The problem is that many people operate on the assumption that NASA should go to Congress every year with hat in hand and justify it every year. Well, I see it as the greatest economic driver that there ever was. Economic drivers don't need justification.
The universe has really never made things in ones. The Earth is special and everything else is different? No, we’ve got seven other planets. The sun? No, the sun is one of those dots in the night sky. The Milky Way? No, it’s one of a hundred billion galaxies. And the universe - maybe it’s countless other universes.
Interpretation
What this quote means
The quote highlights the uniqueness of our universe and the existence of many other celestial bodies and possibly other universes.
In this quote, Neil Degrasse Tyson emphasizes the idea that the universe is not singularly unique but rather part of a vast and intricate cosmos filled with numerous planets, stars, and galaxies. He encourages us to expand our perspective beyond our immediate surroundings and understand that our Earth, sun, and Milky Way are just components of a much larger and interconnected universe that may contain countless other universes, prompting a sense of wonder and curiosity about our existence within this grand tapestry of the cosmos.
Themes
In practice
Example use cases
This quote can be used in a science presentation to inspire awe about the universe.
More from Neil Degrasse Tyson
All quotes →The press still thinks [global warming] is controversial. So they find the 1% of the scientists and put them up as if they're 50% of the research results. You in the public would have no idea that this is basically a done deal and that we're on to other problems, because the journalists are trying to give it a 50/50 story. It's not a 50/50 story. It's not. Period.
As a scientist, I want to go to Mars and back to asteroids and the Moon because I'm a scientist. But I can tell you, I'm not so naive a scientist to think that the nation might not have geopolitical reasons for going into space.
In just one year, the expenditure of of the U.S.'s military budget is equivalent to the entire 50-year running budget of NASA combined.
One of my great laments is that education today seems to have... be less about passion and more about process, more about tactic or technique.
Lots of people think, well, we're humans; we're the most intelligent and accomplished species; we're in charge. Bacteria may have a different outlook: more bacteria live and work in one linear centimeter of your lower colon than all the humans who have ever lived. That's what's going on in your digestive tract right now. Are we in charge, or are we simply hosts for bacteria? It all depends on your outlook.
Similar quotes
Language is only the instrument of science, and words are but the signs of ideas.
The problem [with genetic research] is, we're just starting down this path, feeling our way in the dark. We have a small lantern in the form of a gene, but the lantern doesn't penetrate more than a couple of hundred feet. We don't know whether we're going to encounter chasms, rock walls or mountain ranges along the way. We don't even know how long the path is.
Matter, though divisible in an extreme degree, is nevertheless not infinitely divisible. That is, there must be some point beyond which we cannot go in the division of matter. ... I have chosen the word “atom” to signify these ultimate particles.
Odd arrangements and funny solutions are the proof of evolution - paths that a sensible God would never tread but that a natural process, constrained by history, follows perforce.
We consider it vital that the community of nations be drawn together in an orderly, disciplined, rational way to review the history of our global environment, to assess the potential for future climate change, and to develop effective programs.
It is a mere question of time when men will succeed in attaching their machinery to the very wheelwork of nature.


PROBLEM DETAILS —
Your output should be each line from the material below that has the word "annotation".

EXERCISE DATA —
BEGIN

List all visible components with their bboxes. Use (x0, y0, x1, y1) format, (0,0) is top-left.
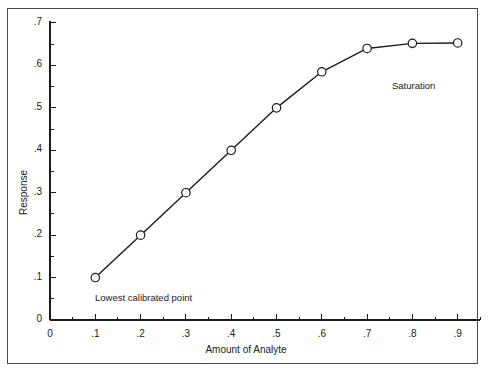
x-tick-label: .7 (352, 328, 382, 339)
chart-page: Response Amount of Analyte Lowest calibr… (0, 0, 492, 372)
y-tick-label: .7 (16, 16, 42, 27)
y-tick-label: .6 (16, 58, 42, 69)
data-point-marker (454, 39, 462, 47)
x-tick-label: 0 (35, 328, 65, 339)
data-point-marker (227, 146, 235, 154)
x-axis-title: Amount of Analyte (0, 344, 492, 355)
y-tick-label: .1 (16, 271, 42, 282)
data-point-marker (272, 104, 280, 112)
data-point-marker (91, 273, 99, 281)
data-point-marker (408, 39, 416, 47)
y-tick-label: .2 (16, 228, 42, 239)
axes-group (50, 21, 480, 320)
calibration-curve-chart (0, 0, 492, 372)
annotation-lowest-calibrated-point: Lowest calibrated point (95, 292, 192, 303)
data-point-marker (363, 44, 371, 52)
x-tick-label: .5 (262, 328, 292, 339)
data-series-group (91, 39, 462, 282)
y-tick-label: .4 (16, 143, 42, 154)
data-point-marker (318, 68, 326, 76)
x-tick-label: .4 (216, 328, 246, 339)
data-point-marker (182, 189, 190, 197)
x-tick-label: .3 (171, 328, 201, 339)
x-tick-label: .6 (307, 328, 337, 339)
annotation-saturation: Saturation (392, 80, 435, 91)
data-point-marker (136, 231, 144, 239)
x-tick-label: .2 (126, 328, 156, 339)
x-tick-label: .9 (443, 328, 473, 339)
x-tick-label: .8 (397, 328, 427, 339)
series-line (95, 43, 457, 278)
y-tick-label: .5 (16, 101, 42, 112)
y-tick-label: .3 (16, 186, 42, 197)
y-tick-label: 0 (16, 313, 42, 324)
x-tick-label: .1 (80, 328, 110, 339)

END

RESPONSE AREA —
annotation-lowest-calibrated-point: Lowest calibrated point (95, 292, 192, 303)
annotation-saturation: Saturation (392, 80, 435, 91)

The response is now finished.